I finally got around to seeing the
Hitchhiker's Guide to the Galaxy film on Sunday. I went in with low expectations, a result of the various 'net reviews by fans who found it awful and all the middling reviews by media folk. But I also went in knowing that it probably wouldn't totally suck. Which was about right.
I find it interesting that being a fan of previous incarnations of the story works against you, but being a non-fan doesn't work for you either. For instance, they never explained why Ford always insisted upon having his towel with him, which fans would get, but no one else would. (As a side note, I did love his bizarre ululating when he would attack someone. How wonderfully odd.) But then there were so many jokes that were straight-out repeated from the radio show that it was boring, really, for big fans. Everyone kept telling me to "stay through the credits!" I did, only to be treated to a word-for-word bit from the radio show. Whoop-de-doo.
I don't know how to feel about the whole "book fan" thing.
Lord of the Rings fans can be some of the most obnoxious people on the planet when it comes to critiquing the movies. Here they are, given some of the best movies based on books in recent memory, very faithful when it would have been easy to downright molest the source material, and all they can do is bitch about how they left out the whole "Gordor the Munificent" section. You won't catch me saying that. In the end, there just weren't
enough changes, if you ask me.
So who was the movie for? Fans of the book would be bored by the repeated jokes, while non-fans would be left in the dark. That's a challenge for any adaptation, and unfortunately, I don't think they hit the balance here.
I think it was William (
Princess Bride/All the President's Men/Butch Cassidy) Goldman who said that you can't really adapt a book to film. There's too much material. You have to pare things down to about short story length to make it practical. So as far as storyline goes, I think all involved did an admirable job.
But, really, HHG has never really been about the plot, so this was the wrong thing to nail. In paring things down, they wound up going too far. The density of the original material was gone. In the books and the radio show (and, probably, the TV show, which I haven't watched in ages in spite of owning it on DVD), and -- hell -- the video game, too, the sheer density of the verbiage is much higher. The jokes come on so many levels: the slapsticky, the high-brow, the self-referential, the societal satire... You have to read/watch/listen to them several times to catch everything, which lends the experience to multiple revisits. Hell, I still listen to an episode or two of the radio show at least monthly on my iTunes. But this film is so laid back that it doesn't feel like a true Douglas Adams work. The density is off. And that's too bad. HHG has had a remarkably high hit rate up until now when you think about it.

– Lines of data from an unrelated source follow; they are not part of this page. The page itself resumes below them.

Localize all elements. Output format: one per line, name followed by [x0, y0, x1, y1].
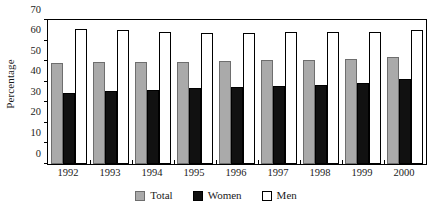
bar-men-1992 [75, 29, 87, 164]
bar-women-1999 [357, 83, 369, 164]
y-axis-title-text: Percentage [4, 59, 16, 108]
bar-total-1998 [303, 60, 315, 165]
legend-swatch-women [193, 191, 203, 201]
legend-item-total: Total [135, 190, 172, 201]
bar-group-1994 [132, 20, 174, 164]
x-axis-tick-label-1994: 1994 [131, 166, 173, 182]
bar-women-1996 [231, 87, 243, 164]
y-axis-tick-label: 10 [31, 128, 42, 139]
bar-chart: Percentage 010203040506070 1992199319941… [0, 0, 432, 215]
bar-men-1999 [369, 32, 381, 164]
bar-men-1993 [117, 30, 129, 164]
legend-swatch-men [262, 191, 272, 201]
legend-item-women: Women [193, 190, 242, 201]
x-axis-tick-label-1997: 1997 [257, 166, 299, 182]
x-axis-tick-labels: 199219931994199519961997199819992000 [47, 166, 425, 182]
bar-total-1996 [219, 61, 231, 164]
bar-women-1998 [315, 85, 327, 164]
y-axis-tick-label: 60 [31, 25, 42, 36]
bar-total-1994 [135, 62, 147, 164]
bar-total-1997 [261, 60, 273, 164]
y-axis-tick-label: 40 [31, 66, 42, 77]
legend-label-total: Total [150, 190, 172, 201]
bar-total-1993 [93, 62, 105, 164]
bar-men-1997 [285, 32, 297, 164]
bar-groups [48, 20, 426, 164]
plot-area: 010203040506070 [47, 19, 427, 165]
x-axis-tick-label-1998: 1998 [299, 166, 341, 182]
bar-group-1992 [48, 20, 90, 164]
x-axis-tick-label-1995: 1995 [173, 166, 215, 182]
legend-swatch-total [135, 191, 145, 201]
bar-men-1995 [201, 33, 213, 164]
bar-group-1997 [258, 20, 300, 164]
bar-women-1995 [189, 88, 201, 164]
bar-women-1994 [147, 90, 159, 164]
bar-group-1995 [174, 20, 216, 164]
bar-women-1997 [273, 86, 285, 164]
bar-men-2000 [411, 30, 423, 164]
bar-women-1993 [105, 91, 117, 164]
bar-women-1992 [63, 93, 75, 164]
bar-total-2000 [387, 57, 399, 164]
bar-group-1993 [90, 20, 132, 164]
x-axis-tick-label-1993: 1993 [89, 166, 131, 182]
x-axis-tick-label-1996: 1996 [215, 166, 257, 182]
bar-group-1996 [216, 20, 258, 164]
bar-group-1999 [342, 20, 384, 164]
legend-label-men: Men [277, 190, 297, 201]
x-axis-tick-label-1992: 1992 [47, 166, 89, 182]
bar-total-1992 [51, 63, 63, 164]
legend-label-women: Women [208, 190, 242, 201]
y-axis-tick-label: 70 [31, 4, 42, 15]
x-axis-tick-label-2000: 2000 [383, 166, 425, 182]
y-axis-title: Percentage [0, 0, 20, 168]
y-axis-tick-label: 30 [31, 87, 42, 98]
bar-men-1996 [243, 33, 255, 164]
bar-men-1994 [159, 32, 171, 164]
bar-women-2000 [399, 79, 411, 164]
y-axis-tick-label: 20 [31, 107, 42, 118]
bar-men-1998 [327, 32, 339, 164]
bar-total-1999 [345, 59, 357, 164]
y-axis-tick-label: 0 [36, 148, 41, 159]
x-axis-tick-label-1999: 1999 [341, 166, 383, 182]
legend: TotalWomenMen [0, 190, 432, 201]
bar-group-2000 [384, 20, 426, 164]
legend-item-men: Men [262, 190, 297, 201]
bar-total-1995 [177, 62, 189, 164]
y-axis-tick-label: 50 [31, 45, 42, 56]
bar-group-1998 [300, 20, 342, 164]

And the first book never had the greatest plot to begin with, what little plot it had. In paring things down like they did, you're left with the weakest element of the whole enterprise, the plot, because Adams only used plot as a vehicle to tell more jokes. His writing always veered from gag to gag instead of plot point to plot point, and without directors who understood that, the result is bound to be disappointing.
We're also left with a serious case of "first movie blues," where you have to spend so much time setting everything and everyone up that things wind up feeling like an exercise in exposition, which, oddly enough, was always one of Adams' specialties. He could make exposition brilliant. (Big-screen comic book adaptations are notorious for having slow, middling first films, because of all the piddling around with origin stories. Only in the second film can they dump that baggage and really cut loose.) So the end of the film is wide open for a fine second film. Too bad Adams isn't around to write the script (or anything, for that matter). Then again, I doubt very much that a second film will ever get made.
What they got right, though, is still quite impressive. The visuals were fairly amazing. The Guide looked and sounded just like it should (although there were too few entries, if you ask me). The Vogons, their fleet, and the Vogsphere were perfect. The Heart of Gold looked great. I even liked the creative solution to the whole second head/third arm bit. Marvin was fabulous. The casting was great. Everyone looked the part, I thought, even Mos Def.
The love story that everyone rightly says feels shoe-horned in could have used some work. Okay, a lot. In previous adaptations, Arthur always came off as being slightly disinterested but horny. And here he's madly in love, even though the two of them only have about two real moments alone. So that side of things never really has a chance to take on any emotional honesty. (Although, to be fair, it's hard to
not fall in love with Zooey Deschanel...)
In all fairness, what we got was really a kids movie. It was simple, broad, and not particularly deep. I think we can lay the results here, mixed as they are, at the feet of Disney and the directors. I think there was most likely a push to simplify things, to make it more commercial, more "accessible," and the directors, being first-timers, didn't have the clout or the desire to push back. HHG needs to feel manic and overstuffed and this just wasn't.
All in all, it's a very mixed bag, which is sad, but not too sad. Film isn't a writer's medium anyway. So maybe the upshot of all this will be that more people will go back to the source material(s) and experience Adams in his unfiltered glory.
In the end, the film's failure to hit the right tone isn't much of a surprise. That we got a halfway decent film is.